Though I receive a daily prompt for blog ideas from The Daily Post every day, I have never written to it.
Today’s title and idea intrigued me: Greetings, Stranger.
It reminded me of an invitation from my meditation guide Dal Bryant who asks: You are walking through the desert and someone approaches. Who is it?
Today’s prompt is: You’re sitting at a café when a stranger approaches you. This person asks what your name is, and, for some reason, you reply. The stranger nods, “I’ve been looking for you.” What happens next?
I smiled at the stranger’s statement, “I’ve been looking for you.”
I think of myself as a seeker. I don’t often see myself as the one being sought.
What happens next?
Not after I meet the stranger, but after I realize that I am not just a seeker, I am also a giver, a sought after, a wanted, a desired, a beloved.
What if the stranger is actually a thought that has come to me because that one new thing, that one new idea that was hidden to me, has been seeking the right time to be revealed?
The thread of this thinking stems from last week’s reading in my The Way of the Monk. The Path of the Artist. course I am taking with the Abbey of the Arts.
Now I am revealing new things to you
Things hidden and unknown to you
Created just now, this very moment.
Of these things you have heard nothing before
so that you cannot say, Oh yes, I knew this.
— Isaiah 48, 6-7
I have contemplated these words throughout the first week of the course, setting them to memory, even in my discomfort of reading and quoting from the Bible.
As a child, we had to read from the Bible every Friday night when my mother would have us kneel in our living room and pray the rosary, in front of the statue of the Virgin Mary that stood on the mantle beneath the crucifix.
As a child, I loved the sacred space of that prayer circle. I loved the feel of the tiny sparkly beads of my rosary in my tiny hands. I loved the smell of the incense burning in the brass holder on the mantle sending out a long tendril of pungent smoke that filled the room. I loved the quiet hush that came over us as we four children prayed with bowed head beside my mother reciting the Our Father at the beginning of each decade of Hail Mary’s.
And then, I grew distant from the practice, not just of praying the rosary, but of the Catholic faith.

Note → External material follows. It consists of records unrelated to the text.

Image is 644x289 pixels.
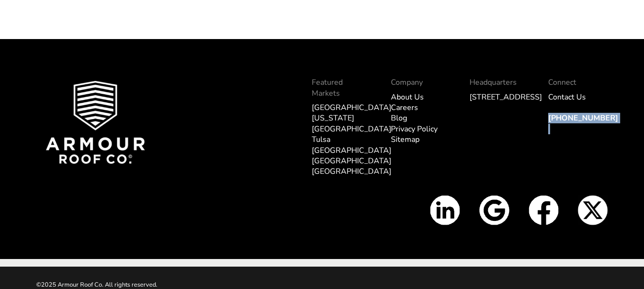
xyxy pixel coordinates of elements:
[312,77,371,99] p: Featured Markets
[312,113,391,134] a: [US_STATE][GEOGRAPHIC_DATA]
[391,92,424,103] a: About Us
[312,103,391,113] a: [GEOGRAPHIC_DATA]
[312,156,391,166] a: [GEOGRAPHIC_DATA]
[430,196,460,225] img: Linkedin Icon White
[391,124,438,134] a: Privacy Policy
[391,103,418,113] a: Careers
[548,77,608,88] p: Connect
[391,113,407,124] a: Blog
[469,92,542,103] a: [STREET_ADDRESS]
[312,145,391,156] a: [GEOGRAPHIC_DATA]
[312,166,391,177] a: [GEOGRAPHIC_DATA]
[46,81,145,164] img: Armour Roof Co Footer Logo 2025
[312,134,331,145] a: Tulsa
[391,134,419,145] a: Sitemap
[578,196,608,225] img: X Icon White v2
[548,92,586,103] a: Contact Us
[548,103,618,124] a: [PHONE_NUMBER]
[391,77,450,88] p: Company
[469,77,529,88] p: Headquarters
[528,196,559,225] img: Facbook icon white
[548,113,618,124] span: [PHONE_NUMBER]
[479,196,509,225] img: Google Icon White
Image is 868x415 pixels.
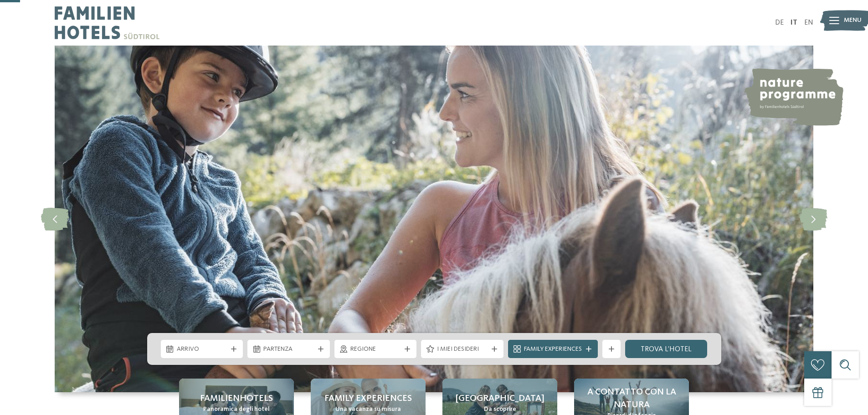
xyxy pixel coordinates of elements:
span: I miei desideri [437,345,487,354]
span: [GEOGRAPHIC_DATA] [456,393,544,405]
span: Regione [351,345,401,354]
span: Una vacanza su misura [335,405,401,414]
span: Family experiences [325,393,412,405]
a: IT [791,19,797,27]
span: Panoramica degli hotel [203,405,270,414]
span: Arrivo [177,345,227,354]
span: Familienhotels [200,393,273,405]
span: A contatto con la natura [583,386,680,411]
a: EN [804,19,813,27]
span: Family Experiences [524,345,582,354]
a: trova l’hotel [625,340,708,358]
span: Menu [844,16,862,25]
img: Family hotel Alto Adige: the happy family places! [55,45,813,393]
span: Da scoprire [484,405,516,414]
span: Partenza [263,345,314,354]
img: nature programme by Familienhotels Südtirol [743,68,843,126]
a: DE [775,19,784,27]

I grew angry with God and turned away from anything even closely related to organized religion.
It was a rebellion of my youth that lasted long into my 30s and 40s and while I am not so rebellious today, I still shy away from organized religion, holding onto my belief it does not sit well with my soul.
That which I resist, persists. The disquiet of my soul stirs deeply in my roots as I hold back from examining what it is I truly am resisting, as opposed to what it is I believe to be true to cause me such disquiet within.
I am resisting letting go of my anger, my sadness, my disquiet from the long and distant past where I felt forced to honour a God who let bad things happen to me, to the world around me, to people all over the world.
As I child, I could not understand how God, that giant unseen hand in the sky above which my mother promised me would fall down and strike me if I wasn’t a good girl or worse yet, would send me to Hell, could allow people to die. How could He allow war and famine and starving children in Africa and atomic bomb threats that forced us to practice hiding under our desks?
Was He not all powerful? All seeing? All knowing?
My mother told me He was. If He knew it all, what was wrong with him that he could let these things happen?
I have been holding onto a vision of God that is not of His making, but of mine and in my resistance to letting go of what I decided was true decades ago, I have held myself in the border lands, that place where my resistance to stepping over the threshold of my fear keeps me from truly expressing the Divine mystery of my being human.
I am delighting in this exploration. I am learning. I am expanding my understanding. I am evolving.
I do not know what I will find, but then, these are new things being revealed to me, so I cannot say, Oh yes, I knew this.